I looked at Curt. “What does it mean?”
“Item four is the important one, you can forget the rest. I wanted those photos. The one of your sister’s body would have been there, so would Mart’s and Bernice’s and … hell, everybody else I’m interested in. I was trying to figure out a way to get them but the killer beat me to it. Taking that other stuff was a blind, to make it look like a prank.” He sighed and folded the clipping. “Well, at least I’ve got him busy covering up his tracks. One of these days I’ll catch him at it.” He looked at me. “Anything new?”
“My free afternoons are shot to hell for awhile,” I said. “Ethel quit this morning.”
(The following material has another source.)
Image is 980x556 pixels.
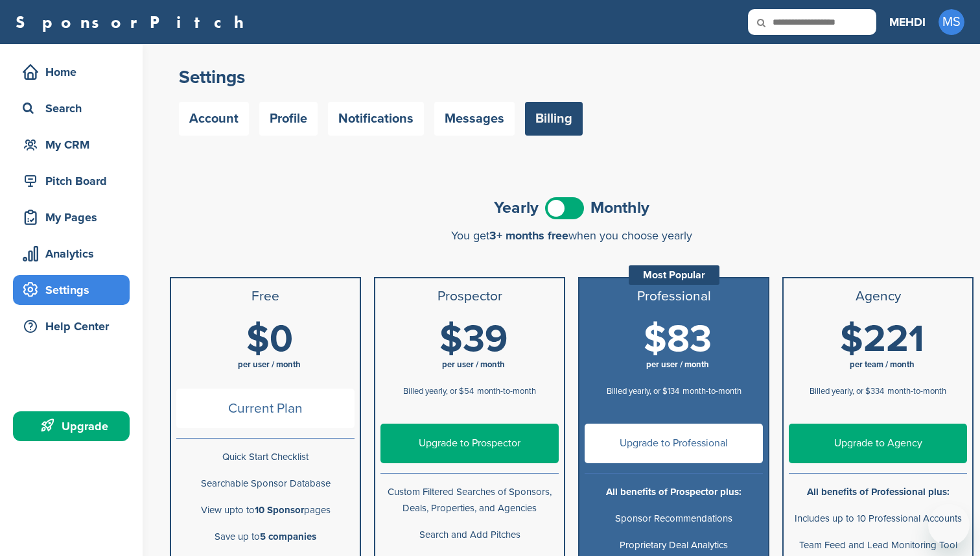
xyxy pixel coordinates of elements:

When I told him why, Curt looked thoughtful. “I think I see his game. It fits what Gil told me.”
“What?”
“He got a call last night, man said it wasn’t healthy to work for Curt Friedland, then hung up. Gil called the central switchboard but they had no record of the call.”
I frowned. “How could that be?”
“With our old-fashioned party line you can hook onto the line somewhere out in the country and call a person without going through the switchboard. You know how you call others on your line without going through central.”
“Yes, but … do you believe Gil?”
He looked at me. “Why not?”
“Well … there’s his reputation with women, and the fact that he knew where Mart was working, where Barney was fishing, and so on…. Besides, he wears about size twelve shoes.”
Curt lit his pipe in a preoccupied manner. “I made those casts, by the way. The indentation could have been made by a 220-pound man—or by a 160-pound man carrying a 60-pound load.”